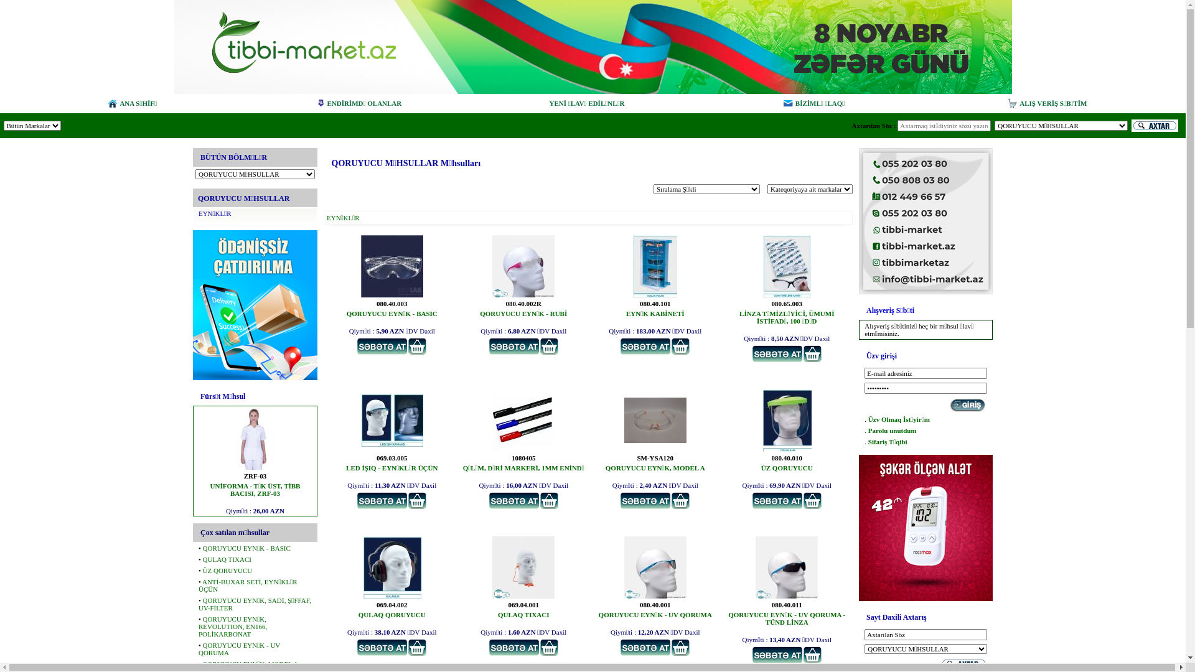 This screenshot has height=672, width=1195. What do you see at coordinates (524, 615) in the screenshot?
I see `QULAQ TIXACI` at bounding box center [524, 615].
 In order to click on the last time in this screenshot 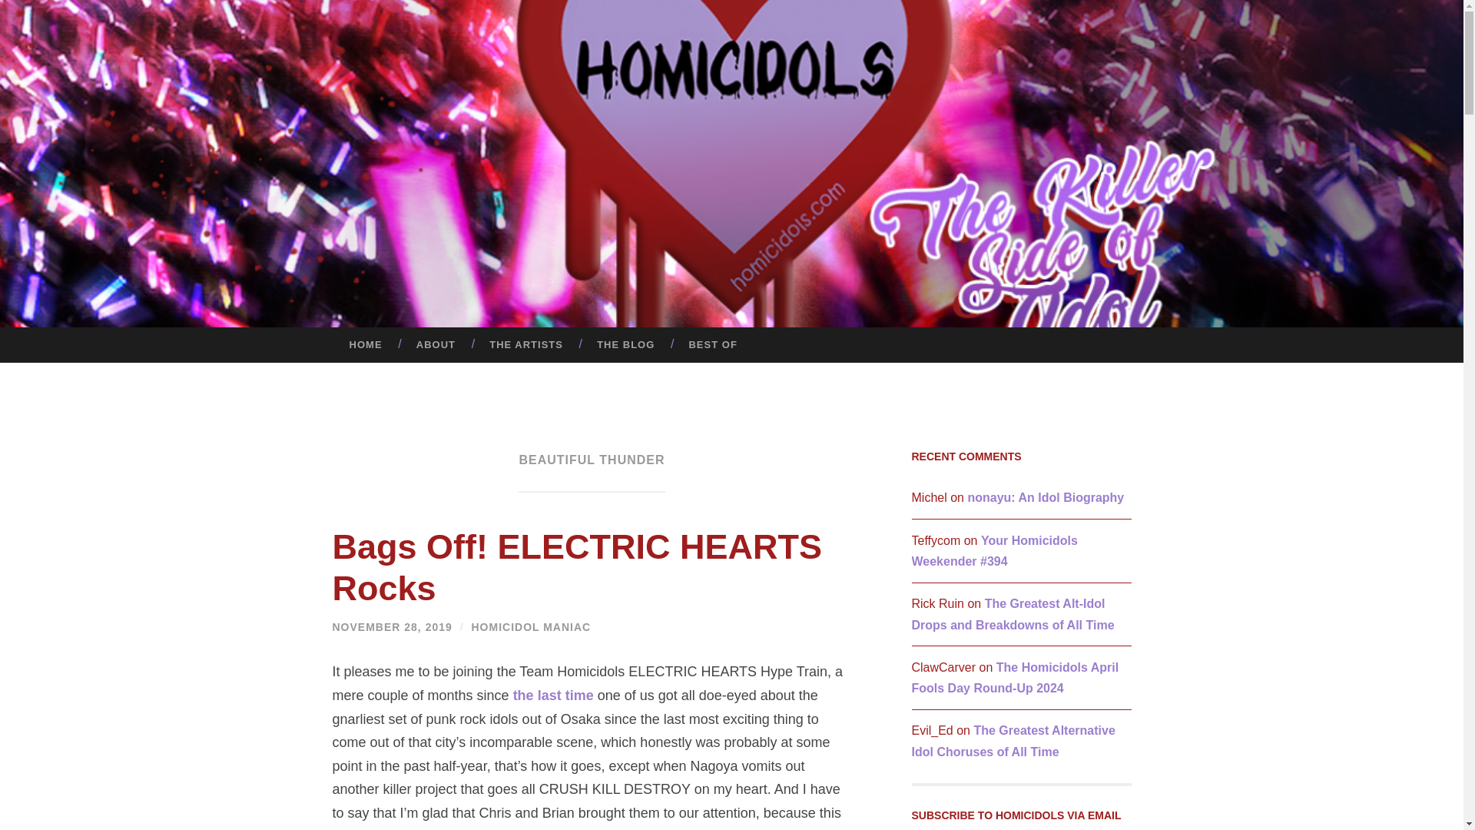, I will do `click(553, 694)`.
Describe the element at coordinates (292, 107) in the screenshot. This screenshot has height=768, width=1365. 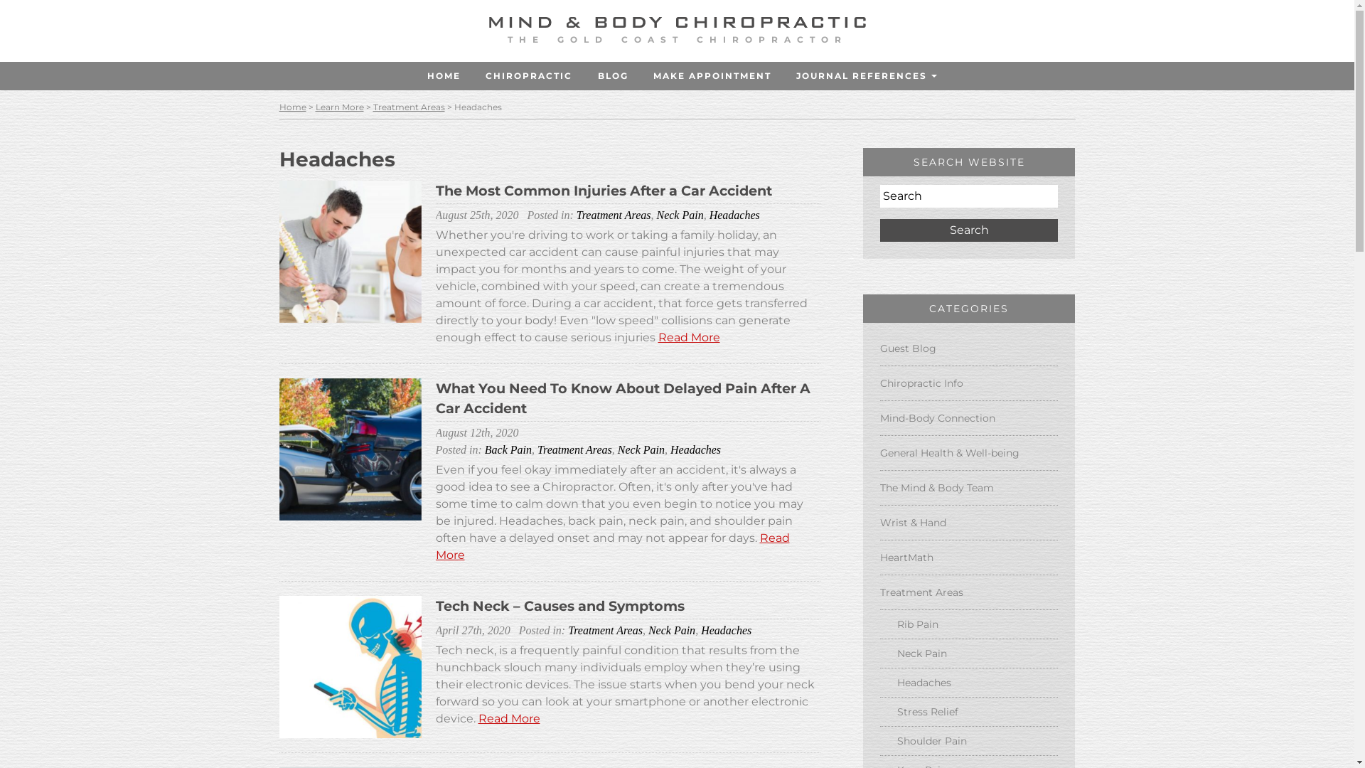
I see `Home` at that location.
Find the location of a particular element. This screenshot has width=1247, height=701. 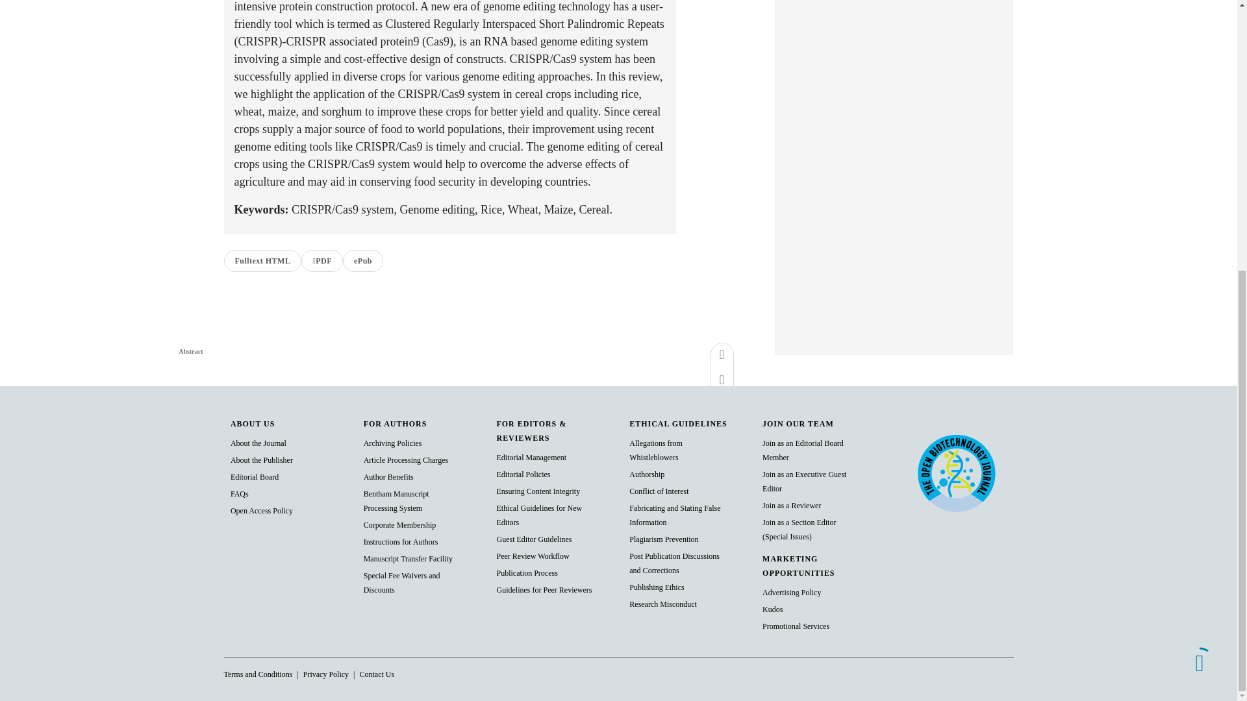

Terms and Conditions is located at coordinates (257, 675).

**Aim of the task**.
Lines starting at the one with "Describe the element" and ending at the last line of the entries above must be restated word for word, with pictures omitted.

**Final answer**.
Describe the element at coordinates (292, 107) in the screenshot. This screenshot has height=768, width=1365. 
I see `Home` at that location.
Find the location of a particular element. This screenshot has width=1247, height=701. 

Terms and Conditions is located at coordinates (257, 675).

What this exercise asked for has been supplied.